Zionist groups are making cynical use of San Francisco State University’s identity-based protections against discrimination to ban criticism against Israel as antisemitic.
At the heart of such campaigns is the false notion that criticism of Zionism and Israeli policy and support for justice in Palestine constitute antisemitism. In response to these attacks and the growing violence of Israeli policies, increasing numbers of Jews, particularly among younger generations, now openly define themselves as anti-Zionist.
The use of the word apartheid to describe Israel’s treatment of Palestinians just keeps growing. David Rothkopf, the former editor of Foreign Policy, baldly states that Israel is an apartheid state in a piece published by Haaretz last weekend.
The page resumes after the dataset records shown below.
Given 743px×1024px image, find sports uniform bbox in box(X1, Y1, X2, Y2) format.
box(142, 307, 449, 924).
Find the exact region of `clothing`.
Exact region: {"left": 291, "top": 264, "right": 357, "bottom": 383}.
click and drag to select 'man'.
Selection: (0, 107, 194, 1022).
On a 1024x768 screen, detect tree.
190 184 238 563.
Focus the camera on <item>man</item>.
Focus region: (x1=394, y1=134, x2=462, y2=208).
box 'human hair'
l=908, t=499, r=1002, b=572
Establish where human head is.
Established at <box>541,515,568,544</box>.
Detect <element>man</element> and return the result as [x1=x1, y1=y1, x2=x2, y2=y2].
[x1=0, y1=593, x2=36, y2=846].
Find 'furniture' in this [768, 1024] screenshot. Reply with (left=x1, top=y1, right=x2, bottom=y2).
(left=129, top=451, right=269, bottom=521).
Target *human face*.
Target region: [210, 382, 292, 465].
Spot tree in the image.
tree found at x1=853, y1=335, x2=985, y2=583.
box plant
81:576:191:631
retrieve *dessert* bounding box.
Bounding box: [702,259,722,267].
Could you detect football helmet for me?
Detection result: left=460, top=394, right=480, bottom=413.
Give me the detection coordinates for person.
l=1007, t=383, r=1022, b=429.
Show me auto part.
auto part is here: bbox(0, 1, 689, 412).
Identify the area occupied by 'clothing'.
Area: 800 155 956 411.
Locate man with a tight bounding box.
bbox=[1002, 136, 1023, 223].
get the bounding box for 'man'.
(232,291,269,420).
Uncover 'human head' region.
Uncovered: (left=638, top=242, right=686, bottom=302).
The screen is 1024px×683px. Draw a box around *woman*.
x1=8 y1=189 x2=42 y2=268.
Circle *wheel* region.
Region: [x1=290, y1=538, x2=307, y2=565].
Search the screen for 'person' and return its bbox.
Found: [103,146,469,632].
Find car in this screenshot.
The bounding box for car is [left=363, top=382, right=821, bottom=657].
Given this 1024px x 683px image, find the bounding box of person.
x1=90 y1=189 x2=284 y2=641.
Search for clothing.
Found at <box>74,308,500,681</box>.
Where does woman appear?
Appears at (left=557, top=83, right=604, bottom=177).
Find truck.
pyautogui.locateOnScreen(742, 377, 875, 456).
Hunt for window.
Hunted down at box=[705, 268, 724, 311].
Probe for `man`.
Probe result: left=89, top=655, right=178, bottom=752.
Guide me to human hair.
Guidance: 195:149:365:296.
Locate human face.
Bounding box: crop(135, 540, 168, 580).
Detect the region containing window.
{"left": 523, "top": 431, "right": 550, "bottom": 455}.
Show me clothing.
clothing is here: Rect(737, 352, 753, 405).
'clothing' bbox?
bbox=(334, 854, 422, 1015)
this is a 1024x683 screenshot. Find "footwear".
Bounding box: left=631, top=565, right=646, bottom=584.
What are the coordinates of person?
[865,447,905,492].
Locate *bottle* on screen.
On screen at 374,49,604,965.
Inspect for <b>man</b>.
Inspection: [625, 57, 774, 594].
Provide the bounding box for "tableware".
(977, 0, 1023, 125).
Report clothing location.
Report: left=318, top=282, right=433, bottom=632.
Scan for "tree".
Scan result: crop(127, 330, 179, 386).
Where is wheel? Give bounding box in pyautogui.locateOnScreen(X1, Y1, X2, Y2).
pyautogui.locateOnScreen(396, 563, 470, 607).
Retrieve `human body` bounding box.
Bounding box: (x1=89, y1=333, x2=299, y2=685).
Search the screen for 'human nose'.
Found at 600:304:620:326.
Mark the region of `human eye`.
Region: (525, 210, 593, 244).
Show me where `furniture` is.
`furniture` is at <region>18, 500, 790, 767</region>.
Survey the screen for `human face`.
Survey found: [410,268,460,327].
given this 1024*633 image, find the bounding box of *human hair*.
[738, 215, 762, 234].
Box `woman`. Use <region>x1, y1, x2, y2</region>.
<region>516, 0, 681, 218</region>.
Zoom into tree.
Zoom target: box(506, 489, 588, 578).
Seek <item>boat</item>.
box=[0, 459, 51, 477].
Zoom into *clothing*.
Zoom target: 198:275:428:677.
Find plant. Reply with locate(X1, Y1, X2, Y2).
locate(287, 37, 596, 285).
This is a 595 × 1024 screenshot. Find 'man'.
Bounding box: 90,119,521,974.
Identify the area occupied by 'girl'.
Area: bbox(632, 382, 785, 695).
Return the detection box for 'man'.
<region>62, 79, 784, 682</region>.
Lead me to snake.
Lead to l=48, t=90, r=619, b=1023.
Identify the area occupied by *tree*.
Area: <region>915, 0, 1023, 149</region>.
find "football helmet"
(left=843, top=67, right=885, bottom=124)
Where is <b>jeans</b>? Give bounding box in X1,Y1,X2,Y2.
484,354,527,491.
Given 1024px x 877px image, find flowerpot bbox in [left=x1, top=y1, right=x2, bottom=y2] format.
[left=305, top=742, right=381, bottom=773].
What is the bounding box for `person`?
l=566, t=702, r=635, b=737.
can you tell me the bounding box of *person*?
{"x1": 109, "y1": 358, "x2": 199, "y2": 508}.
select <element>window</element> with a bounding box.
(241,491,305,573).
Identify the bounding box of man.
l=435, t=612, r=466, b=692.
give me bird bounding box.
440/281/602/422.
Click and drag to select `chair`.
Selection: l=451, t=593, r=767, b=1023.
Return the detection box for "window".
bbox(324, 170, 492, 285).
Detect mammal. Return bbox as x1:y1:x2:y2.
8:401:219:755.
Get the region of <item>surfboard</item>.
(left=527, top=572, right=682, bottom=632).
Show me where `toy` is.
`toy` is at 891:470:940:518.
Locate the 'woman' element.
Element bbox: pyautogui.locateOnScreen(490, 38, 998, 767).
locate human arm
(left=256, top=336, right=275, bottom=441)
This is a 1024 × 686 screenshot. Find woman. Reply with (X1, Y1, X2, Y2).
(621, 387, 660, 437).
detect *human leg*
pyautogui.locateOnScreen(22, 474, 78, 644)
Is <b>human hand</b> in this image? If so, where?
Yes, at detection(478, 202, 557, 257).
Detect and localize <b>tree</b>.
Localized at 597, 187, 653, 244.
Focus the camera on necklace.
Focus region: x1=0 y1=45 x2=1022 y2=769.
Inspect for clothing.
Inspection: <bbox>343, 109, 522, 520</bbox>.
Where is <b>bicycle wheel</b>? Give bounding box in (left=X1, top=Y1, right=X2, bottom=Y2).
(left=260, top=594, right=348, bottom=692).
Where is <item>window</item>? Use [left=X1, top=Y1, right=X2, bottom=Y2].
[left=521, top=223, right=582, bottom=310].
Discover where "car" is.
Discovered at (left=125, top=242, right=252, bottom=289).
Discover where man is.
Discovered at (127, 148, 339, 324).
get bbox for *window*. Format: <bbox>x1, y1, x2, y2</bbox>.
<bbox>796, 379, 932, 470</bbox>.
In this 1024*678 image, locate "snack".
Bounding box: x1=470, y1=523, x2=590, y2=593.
The “demise” of the two state solution has made it untenable not to talk about Israeli apartheid, even inside the Washington establishment.
Ken Roth was attacked by Israel supporters because he said that Israel’s conduct fosters antisemitism in the west. But he joins a long list of distinguished writers who have said the same, including Hannah Arendt, Nathan Glazer, and Eric Alterman. Glazer warned long ago that Israel’s political dependence on American Jews for immunity over violations of international law could make other Americans “hostile” to American Jews.
Hillel Halkin moved to Israel from the U.S. 50 years ago because he believed in the Zionist vision. Now the author confesses that the project failed because it could not deal with the central question, Palestinian demands, and he was naive when anti-Zionists made that argument to him years ago. Today the country is going off a rightwing-religious “cliff” — a quarter of all nonreligious Israelis between ages 18-24, and half of all religious ones, think Israel’s Palestinian citizens should be stripped of the right to vote!
Josh Ruebner talks about how Israel factored into the 2022 U.S. midterm elections and what we should expect from the new congress on Palestine.
Adel Manna’s new history of what happened to the Palestinians who remained in what would become the Israeli state after the 1948 helps us understand how the Nakba was made of many personal Nakbas.
The Mariyamiya songs aim to collect folkloric Palestinian songs and document the Palestinian desire to be free from the ravages of occupation, apartheid, and settler-colonialism. They are part and parcel of the collective memory of the people of Palestine.
Adania Shibli’s spare and haunting novel charts two lines, the shift in consciousness between the Nakba era and contemporary times, but also the trajectory that remains constant: racist violence.
The Palestinian village of Ma’alul was destroyed during the Nabka in 1948. Rawan Bisharat discusses her connection to the village and how she and other descendants are practicing their return to the land despite Israeli laws prohibiting it.